The same nun taught our class in both the seventh and eighth grades which was very unusual, and I don't think that was accidental. She was definitely the most influential teacher in my life. She was sensitive and personal to all of us and we hated to disappoint her, although we often did. The main thing she taught us was our own ignorance in how we treat others. After we graduated from eighth grade, she resigned from the convent.

About 75% of the boys from our grammar school went to the same catholic high school. I was one of them. Even in the midst of about 200 other freshmen, our group formed an inseparable clique. Apparently my Mom was having trouble paying the tuition, and after my first year at Riordan HS, she asked/told me to work at the school. My job that summer was to paint rooms, halls, and even the gym. It's rather shocking looking back at it. The principal was my boss, and he taught me how to paint and what to do next. Then after the summer, I guess they were happy with the slave labor deal, and so they asked me to do preparation and cleanup in the 'Brothers' kitchen for the evening meal. The Brothers were the male equivalent to the grammar school Nuns. I became personally acquainted with many of the Brothers. This one teacher, one of the cooler brothers, asked me and a friend to join him and other kids on a religious retreat during our sophomore year. We obliged, but after we got there, we discovered he was leaving. I wasn't comfortable in the encounter sessions. My friend, however, was so uncomfortable that he talked me into leaving with him before the weekend was over. I now realize this was uncomfortable for me because it was my first experience at confronting myself, and we were with a room full of strangers, kids like ourselves. I guess it was an overdose for my friend. Now, I wish I would have stayed for the entire weekend. Until my graduation from high school, I had the same friends most of my life, and I NEVER talked seriously with an adult about where I was going and what I was doing with my life. I was scared to death whenever I was confronted with the question of my future.

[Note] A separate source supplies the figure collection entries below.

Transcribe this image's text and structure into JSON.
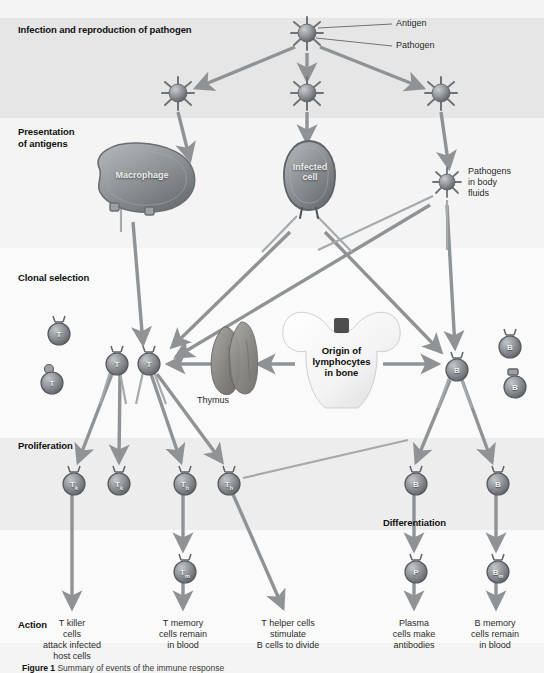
{
  "figure": {
    "caption_prefix": "Figure 1",
    "caption_text": "Summary of events of the immune response"
  },
  "colors": {
    "band_dark": "#e6e6e6",
    "band_mid": "#ededed",
    "band_light": "#f4f4f4",
    "band_pale": "#fafafa",
    "arrow": "#8f9396",
    "connector": "#a6aaad",
    "cell_fill": "#8d9195",
    "cell_dark": "#5f6468",
    "text": "#111111"
  },
  "stages": [
    {
      "id": "infection",
      "label": "Infection and reproduction of pathogen"
    },
    {
      "id": "presentation",
      "label": "Presentation\nof antigens"
    },
    {
      "id": "clonal",
      "label": "Clonal selection"
    },
    {
      "id": "proliferation",
      "label": "Proliferation"
    },
    {
      "id": "differentiation",
      "label": "Differentiation"
    },
    {
      "id": "action",
      "label": "Action"
    }
  ],
  "callouts": {
    "antigen": "Antigen",
    "pathogen": "Pathogen",
    "pathogens_body_fluids": "Pathogens\nin body\nfluids",
    "thymus": "Thymus",
    "bone": "Origin of\nlymphocytes\nin bone"
  },
  "big_cells": [
    {
      "id": "macrophage",
      "label": "Macrophage"
    },
    {
      "id": "infected-cell",
      "label": "Infected\ncell"
    }
  ],
  "pathogens": [
    {
      "id": "pathogen-parent",
      "x": 307,
      "y": 33
    },
    {
      "id": "pathogen-left",
      "x": 178,
      "y": 93
    },
    {
      "id": "pathogen-mid",
      "x": 307,
      "y": 93
    },
    {
      "id": "pathogen-right",
      "x": 441,
      "y": 93
    },
    {
      "id": "pathogen-fluid",
      "x": 447,
      "y": 182
    }
  ],
  "cells": {
    "clonal_t_naive": [
      {
        "id": "t-naive-1",
        "label": "T",
        "sub": "",
        "x": 57,
        "y": 327,
        "r": 13
      },
      {
        "id": "t-naive-2",
        "label": "T",
        "sub": "",
        "x": 50,
        "y": 375,
        "r": 13
      }
    ],
    "clonal_t_selected": [
      {
        "id": "t-selected-1",
        "label": "T",
        "sub": "",
        "x": 115,
        "y": 357,
        "r": 13
      },
      {
        "id": "t-selected-2",
        "label": "T",
        "sub": "",
        "x": 147,
        "y": 357,
        "r": 13
      }
    ],
    "clonal_b": [
      {
        "id": "b-naive-1",
        "label": "B",
        "sub": "",
        "x": 508,
        "y": 340,
        "r": 13
      },
      {
        "id": "b-selected",
        "label": "B",
        "sub": "",
        "x": 455,
        "y": 363,
        "r": 13
      },
      {
        "id": "b-naive-2",
        "label": "B",
        "sub": "",
        "x": 513,
        "y": 380,
        "r": 13
      }
    ],
    "proliferation": [
      {
        "id": "prolif-tk-1",
        "label": "T",
        "sub": "k",
        "x": 72,
        "y": 477,
        "r": 13
      },
      {
        "id": "prolif-tk-2",
        "label": "T",
        "sub": "k",
        "x": 117,
        "y": 477,
        "r": 13
      },
      {
        "id": "prolif-th-1",
        "label": "T",
        "sub": "h",
        "x": 183,
        "y": 477,
        "r": 13
      },
      {
        "id": "prolif-th-2",
        "label": "T",
        "sub": "h",
        "x": 227,
        "y": 477,
        "r": 13
      },
      {
        "id": "prolif-b-1",
        "label": "B",
        "sub": "",
        "x": 414,
        "y": 477,
        "r": 13
      },
      {
        "id": "prolif-b-2",
        "label": "B",
        "sub": "",
        "x": 496,
        "y": 477,
        "r": 13
      }
    ],
    "effector": [
      {
        "id": "t-memory",
        "label": "T",
        "sub": "m",
        "x": 183,
        "y": 565,
        "r": 13
      },
      {
        "id": "plasma",
        "label": "P",
        "sub": "",
        "x": 414,
        "y": 565,
        "r": 13
      },
      {
        "id": "b-memory",
        "label": "B",
        "sub": "m",
        "x": 496,
        "y": 565,
        "r": 13
      }
    ]
  },
  "action_labels": [
    {
      "id": "action-t-killer",
      "text": "T killer\ncells\nattack infected\nhost cells",
      "x": 72,
      "y": 620
    },
    {
      "id": "action-t-memory",
      "text": "T memory\ncells remain\nin blood",
      "x": 183,
      "y": 620
    },
    {
      "id": "action-t-helper",
      "text": "T helper cells\nstimulate\nB cells to divide",
      "x": 287,
      "y": 620
    },
    {
      "id": "action-plasma",
      "text": "Plasma\ncells make\nantibodies",
      "x": 414,
      "y": 620
    },
    {
      "id": "action-b-memory",
      "text": "B memory\ncells remain\nin blood",
      "x": 496,
      "y": 620
    }
  ]
}
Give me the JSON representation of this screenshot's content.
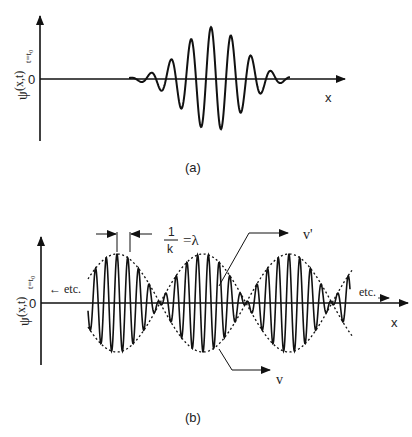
{
  "panel_a": {
    "caption": "(a)",
    "ylabel": "ψ(x,t)t=t0",
    "ylabel_main": "ψ",
    "ylabel_args": "(x,t)",
    "ylabel_sub": "t=t₀",
    "zero_label": "0",
    "xlabel": "x"
  },
  "panel_b": {
    "caption": "(b)",
    "ylabel_main": "ψ",
    "ylabel_args": "(x,t)",
    "ylabel_sub": "t=t₀",
    "zero_label": "0",
    "xlabel": "x",
    "etc_left": "← etc.",
    "etc_right": "etc.",
    "wavelength_num": "1",
    "wavelength_den": "k",
    "wavelength_eq": "=λ",
    "phase_velocity_label": "v'",
    "group_velocity_label": "v"
  }
}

When I was 16, my mother and father broke up very suddenly. This was a great shock to me, mostly because of my own selfish reasons. None of my friend's parents were divorced, so I felt like our family was an outcast. To make it worse, my father left home to live with a lady and her kids a few miles away. He might as well have moved to another planet, because we rarely saw him after that. My grandmother and my Mom highly discouraged us kids from visiting our Dad. 

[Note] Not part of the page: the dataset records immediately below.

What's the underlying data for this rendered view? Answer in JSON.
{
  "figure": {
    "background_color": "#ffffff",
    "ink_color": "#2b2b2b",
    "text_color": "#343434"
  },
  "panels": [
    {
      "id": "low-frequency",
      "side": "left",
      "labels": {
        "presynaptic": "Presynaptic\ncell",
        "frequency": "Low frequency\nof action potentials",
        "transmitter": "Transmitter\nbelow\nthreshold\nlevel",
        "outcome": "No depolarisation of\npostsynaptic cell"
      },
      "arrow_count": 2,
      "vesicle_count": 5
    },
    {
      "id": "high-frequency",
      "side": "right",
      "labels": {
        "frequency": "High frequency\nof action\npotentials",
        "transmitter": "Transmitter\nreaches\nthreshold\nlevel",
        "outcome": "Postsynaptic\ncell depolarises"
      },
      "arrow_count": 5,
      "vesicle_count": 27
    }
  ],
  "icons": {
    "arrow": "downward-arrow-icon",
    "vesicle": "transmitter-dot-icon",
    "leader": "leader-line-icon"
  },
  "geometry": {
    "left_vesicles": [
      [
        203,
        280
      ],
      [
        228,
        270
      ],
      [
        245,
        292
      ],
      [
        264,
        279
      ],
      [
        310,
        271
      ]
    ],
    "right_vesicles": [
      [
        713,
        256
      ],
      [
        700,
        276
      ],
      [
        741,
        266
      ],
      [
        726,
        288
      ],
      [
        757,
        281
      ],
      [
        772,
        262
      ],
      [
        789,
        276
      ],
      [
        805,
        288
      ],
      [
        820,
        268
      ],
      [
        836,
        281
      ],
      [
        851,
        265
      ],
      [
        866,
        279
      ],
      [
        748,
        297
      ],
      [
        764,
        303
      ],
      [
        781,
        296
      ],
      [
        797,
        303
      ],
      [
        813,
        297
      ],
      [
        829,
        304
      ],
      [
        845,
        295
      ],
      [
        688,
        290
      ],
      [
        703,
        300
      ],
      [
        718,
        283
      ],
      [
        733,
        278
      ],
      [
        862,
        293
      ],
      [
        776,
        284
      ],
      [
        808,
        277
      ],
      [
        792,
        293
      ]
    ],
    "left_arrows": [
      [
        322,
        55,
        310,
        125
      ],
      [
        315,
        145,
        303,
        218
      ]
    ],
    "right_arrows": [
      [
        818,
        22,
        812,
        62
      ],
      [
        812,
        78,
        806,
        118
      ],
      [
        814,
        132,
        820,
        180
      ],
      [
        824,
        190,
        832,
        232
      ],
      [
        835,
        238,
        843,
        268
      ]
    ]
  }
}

Maybe it was a coincidence, but Mike left home at about the same time, when he was 18 years old. Suddenly I was the oldest male living at home. So I assumed the role by dominating, exactly the way I had learned from my father, with a heavy hand. I got my drivers license when I was 16, and by this time my friends and I had already discovered the pastime of drinking alcohol. At first it was only beer and on special occasions, but as time went by, the occasions became more frequent until before too long, no gathering was complete unless there was plenty of booze. We all belonged to the Epiphany teen club at the grammar school that we attended. This was a great place for us to congregate and mix with girls and plan our shenanigans.

Right: Rich and myself going to senior prom (not as a couple!)

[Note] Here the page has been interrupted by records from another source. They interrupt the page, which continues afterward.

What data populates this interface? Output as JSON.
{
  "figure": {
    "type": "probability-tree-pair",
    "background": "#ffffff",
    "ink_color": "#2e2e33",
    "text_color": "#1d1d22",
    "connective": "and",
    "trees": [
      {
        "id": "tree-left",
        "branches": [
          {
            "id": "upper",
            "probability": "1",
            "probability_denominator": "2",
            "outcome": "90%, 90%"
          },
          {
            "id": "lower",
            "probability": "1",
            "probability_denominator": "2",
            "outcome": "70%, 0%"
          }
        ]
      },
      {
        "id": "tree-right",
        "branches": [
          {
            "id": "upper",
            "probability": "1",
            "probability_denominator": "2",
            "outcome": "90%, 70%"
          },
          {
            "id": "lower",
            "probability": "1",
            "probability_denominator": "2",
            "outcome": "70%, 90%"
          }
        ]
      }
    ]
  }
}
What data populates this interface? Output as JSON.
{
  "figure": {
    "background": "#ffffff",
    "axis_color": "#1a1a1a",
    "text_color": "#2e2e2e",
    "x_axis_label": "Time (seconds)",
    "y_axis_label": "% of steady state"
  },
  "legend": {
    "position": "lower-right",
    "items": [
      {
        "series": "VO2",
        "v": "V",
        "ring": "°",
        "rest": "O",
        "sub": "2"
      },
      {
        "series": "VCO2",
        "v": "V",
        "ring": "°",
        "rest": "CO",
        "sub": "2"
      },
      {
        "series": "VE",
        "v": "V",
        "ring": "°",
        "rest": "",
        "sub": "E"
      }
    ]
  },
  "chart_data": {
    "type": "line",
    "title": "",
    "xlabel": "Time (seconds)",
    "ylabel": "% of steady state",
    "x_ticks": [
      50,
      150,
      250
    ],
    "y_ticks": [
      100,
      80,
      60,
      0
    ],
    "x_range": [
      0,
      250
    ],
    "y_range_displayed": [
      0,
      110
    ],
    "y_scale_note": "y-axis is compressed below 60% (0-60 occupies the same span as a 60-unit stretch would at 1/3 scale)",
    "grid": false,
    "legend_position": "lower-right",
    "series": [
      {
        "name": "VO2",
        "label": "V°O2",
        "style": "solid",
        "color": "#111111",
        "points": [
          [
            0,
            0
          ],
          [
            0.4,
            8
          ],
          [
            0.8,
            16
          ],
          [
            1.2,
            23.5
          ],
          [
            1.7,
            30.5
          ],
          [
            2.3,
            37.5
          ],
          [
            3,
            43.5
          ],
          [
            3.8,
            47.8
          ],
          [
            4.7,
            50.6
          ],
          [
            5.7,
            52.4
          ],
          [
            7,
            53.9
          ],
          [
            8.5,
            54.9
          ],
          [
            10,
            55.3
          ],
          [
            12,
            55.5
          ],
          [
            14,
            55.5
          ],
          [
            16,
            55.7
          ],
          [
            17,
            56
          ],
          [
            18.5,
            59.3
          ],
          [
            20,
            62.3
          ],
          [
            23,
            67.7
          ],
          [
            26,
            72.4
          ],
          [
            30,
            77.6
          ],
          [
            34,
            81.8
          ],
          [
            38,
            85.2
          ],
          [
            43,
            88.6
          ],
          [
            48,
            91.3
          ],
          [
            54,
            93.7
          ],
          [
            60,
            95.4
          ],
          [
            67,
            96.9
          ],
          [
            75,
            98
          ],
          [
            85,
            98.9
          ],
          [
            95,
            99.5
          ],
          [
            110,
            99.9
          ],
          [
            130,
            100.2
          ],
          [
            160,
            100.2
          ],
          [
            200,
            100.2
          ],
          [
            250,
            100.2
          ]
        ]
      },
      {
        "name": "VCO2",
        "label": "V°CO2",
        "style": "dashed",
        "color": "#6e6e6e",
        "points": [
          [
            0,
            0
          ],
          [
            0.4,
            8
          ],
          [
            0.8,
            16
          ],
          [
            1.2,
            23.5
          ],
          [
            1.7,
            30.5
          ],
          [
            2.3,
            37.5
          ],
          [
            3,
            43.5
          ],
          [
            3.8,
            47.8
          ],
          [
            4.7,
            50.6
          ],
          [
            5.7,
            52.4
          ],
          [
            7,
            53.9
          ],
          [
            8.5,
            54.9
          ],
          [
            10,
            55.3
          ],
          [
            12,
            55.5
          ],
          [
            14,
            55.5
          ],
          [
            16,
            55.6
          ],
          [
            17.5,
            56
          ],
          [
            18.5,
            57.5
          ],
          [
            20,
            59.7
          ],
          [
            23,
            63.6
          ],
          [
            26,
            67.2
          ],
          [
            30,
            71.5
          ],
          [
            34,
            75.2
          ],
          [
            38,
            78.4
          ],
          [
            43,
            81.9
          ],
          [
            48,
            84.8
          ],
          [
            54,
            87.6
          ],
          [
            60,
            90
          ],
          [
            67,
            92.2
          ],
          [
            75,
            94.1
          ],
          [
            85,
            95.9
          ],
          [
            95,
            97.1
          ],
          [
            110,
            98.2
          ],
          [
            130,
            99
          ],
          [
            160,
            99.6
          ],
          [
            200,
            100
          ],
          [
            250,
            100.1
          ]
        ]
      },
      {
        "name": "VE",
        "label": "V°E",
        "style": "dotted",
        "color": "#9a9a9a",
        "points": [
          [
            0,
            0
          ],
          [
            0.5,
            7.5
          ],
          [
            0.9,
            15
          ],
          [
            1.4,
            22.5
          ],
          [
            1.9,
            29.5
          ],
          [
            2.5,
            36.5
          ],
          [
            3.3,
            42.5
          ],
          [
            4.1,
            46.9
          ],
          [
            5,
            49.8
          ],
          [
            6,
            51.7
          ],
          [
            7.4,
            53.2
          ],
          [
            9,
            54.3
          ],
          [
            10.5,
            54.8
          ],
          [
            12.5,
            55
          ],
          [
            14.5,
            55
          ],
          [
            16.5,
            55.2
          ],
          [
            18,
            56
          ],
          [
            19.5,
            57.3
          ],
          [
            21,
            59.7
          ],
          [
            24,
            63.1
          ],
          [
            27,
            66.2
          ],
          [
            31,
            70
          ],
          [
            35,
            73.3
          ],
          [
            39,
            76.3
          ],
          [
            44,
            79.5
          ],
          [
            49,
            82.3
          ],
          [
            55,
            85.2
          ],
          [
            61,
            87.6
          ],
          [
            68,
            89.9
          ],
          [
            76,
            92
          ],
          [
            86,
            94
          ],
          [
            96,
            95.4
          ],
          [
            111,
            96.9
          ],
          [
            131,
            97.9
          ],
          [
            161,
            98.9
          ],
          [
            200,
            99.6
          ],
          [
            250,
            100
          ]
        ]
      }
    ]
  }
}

At this time I was rarely without my friends and, when I was, I was not a happy person. I was much more withdrawn and domineering at home. I often went on weekend trips with my friends whenever we felt the desire. My mother never prevented me from doing anything. She was rather upset, however, when she had to drive to Yosemite to get me out of jail for underage drinking. I was never punished for it though. I guess discipline had disappeared with Dad. I made it to school and work, so little else was said.

Still, upon graduation from high school, I knew I couldn't continue living at home. Myself or my Mom didn't have money to go to college, although I probably wouldn't have gone if we did have the money. I felt that I had little choice but to go in the military like Mike.